A sick child is always the mother’s property; her own feelings generally make it so.
—Jane Austen, 1816Quotes
No wise man ever wished to be younger.
—Jonathan Swift, 1706Grown up, and that is a terribly hard thing to do. It is much easier to skip it and go from one childhood to another.
—F. Scott Fitzgerald, c. 1940The young man must store up, the old man must use.
—Seneca the Younger, c. 63No one’s serious at seventeen.
—Arthur Rimbaud, 1870The thing that impresses me most about America is the way parents obey their children.
—Edward VIII, 1957No time to marry, no time to settle down, I’m a young woman, and ain’t done runnin’ round.
—Bessie Smith, 1926There comes a time in every rightly constructed boy’s life when he has a raging desire to go somewhere and dig for hidden treasure.
—Mark Twain, 1876I was born at a very early age. Before I had time to regret it, I was four and a half years old.
—Groucho Marx, 1959The boy is, of all wild beasts, the most difficult to manage.
—Plato, c. 348 BCYouth is the time to go flashing from one end of the world to the other both in mind and body, to try the manners of different nations, to hear the chimes at midnight.
—Robert Louis Stevenson, 1881Youth, youth, springtime of beauty.
—Anthem of the National Fascist Party, c. 1924The distinction between children and adults, while probably useful for some purposes, is at bottom a specious one, I feel. There are only individual egos, crazy for love.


TASK PROMPT – What is the number of lines in the listing that contain "dash"? Give that number only.

ENTRIES PROVIDED –
****
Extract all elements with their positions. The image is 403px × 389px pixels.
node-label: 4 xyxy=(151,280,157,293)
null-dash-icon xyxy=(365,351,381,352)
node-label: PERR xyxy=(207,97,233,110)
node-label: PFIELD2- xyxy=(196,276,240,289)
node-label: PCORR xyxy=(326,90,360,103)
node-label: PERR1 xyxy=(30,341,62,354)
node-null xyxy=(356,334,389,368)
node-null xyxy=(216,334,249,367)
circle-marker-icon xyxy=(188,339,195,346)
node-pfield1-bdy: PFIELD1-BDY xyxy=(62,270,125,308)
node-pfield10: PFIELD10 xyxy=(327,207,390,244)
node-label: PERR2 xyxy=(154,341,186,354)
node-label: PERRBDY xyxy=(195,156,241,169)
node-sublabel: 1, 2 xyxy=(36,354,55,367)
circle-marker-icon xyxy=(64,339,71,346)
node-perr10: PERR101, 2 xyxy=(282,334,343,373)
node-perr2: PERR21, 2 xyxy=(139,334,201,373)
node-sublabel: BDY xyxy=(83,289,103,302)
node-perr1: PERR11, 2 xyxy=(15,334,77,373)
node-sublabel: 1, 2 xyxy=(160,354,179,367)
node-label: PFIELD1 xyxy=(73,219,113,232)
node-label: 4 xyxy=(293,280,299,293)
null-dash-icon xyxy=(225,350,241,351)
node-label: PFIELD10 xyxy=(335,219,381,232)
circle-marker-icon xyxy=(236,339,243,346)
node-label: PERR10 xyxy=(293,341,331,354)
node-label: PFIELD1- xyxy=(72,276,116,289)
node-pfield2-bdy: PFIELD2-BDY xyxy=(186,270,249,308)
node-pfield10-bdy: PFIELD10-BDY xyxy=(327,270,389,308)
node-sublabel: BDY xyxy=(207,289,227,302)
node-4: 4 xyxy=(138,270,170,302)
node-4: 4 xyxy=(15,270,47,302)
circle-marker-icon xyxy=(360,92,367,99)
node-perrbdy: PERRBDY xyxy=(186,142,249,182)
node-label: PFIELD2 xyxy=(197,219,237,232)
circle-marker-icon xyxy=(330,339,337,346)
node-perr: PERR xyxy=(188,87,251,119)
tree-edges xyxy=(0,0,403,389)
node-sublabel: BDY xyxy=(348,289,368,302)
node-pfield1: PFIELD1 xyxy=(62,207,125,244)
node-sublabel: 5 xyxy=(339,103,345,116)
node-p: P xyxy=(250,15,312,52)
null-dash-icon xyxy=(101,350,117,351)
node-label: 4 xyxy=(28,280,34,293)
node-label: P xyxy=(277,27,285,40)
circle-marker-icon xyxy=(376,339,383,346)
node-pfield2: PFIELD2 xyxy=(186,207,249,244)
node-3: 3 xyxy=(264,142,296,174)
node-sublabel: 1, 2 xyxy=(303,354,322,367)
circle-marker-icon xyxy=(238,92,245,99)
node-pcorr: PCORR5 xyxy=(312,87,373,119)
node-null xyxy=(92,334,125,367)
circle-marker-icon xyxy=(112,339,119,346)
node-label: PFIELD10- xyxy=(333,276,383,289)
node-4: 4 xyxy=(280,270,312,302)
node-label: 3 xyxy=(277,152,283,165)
****
SOLVED EXERCISE – 3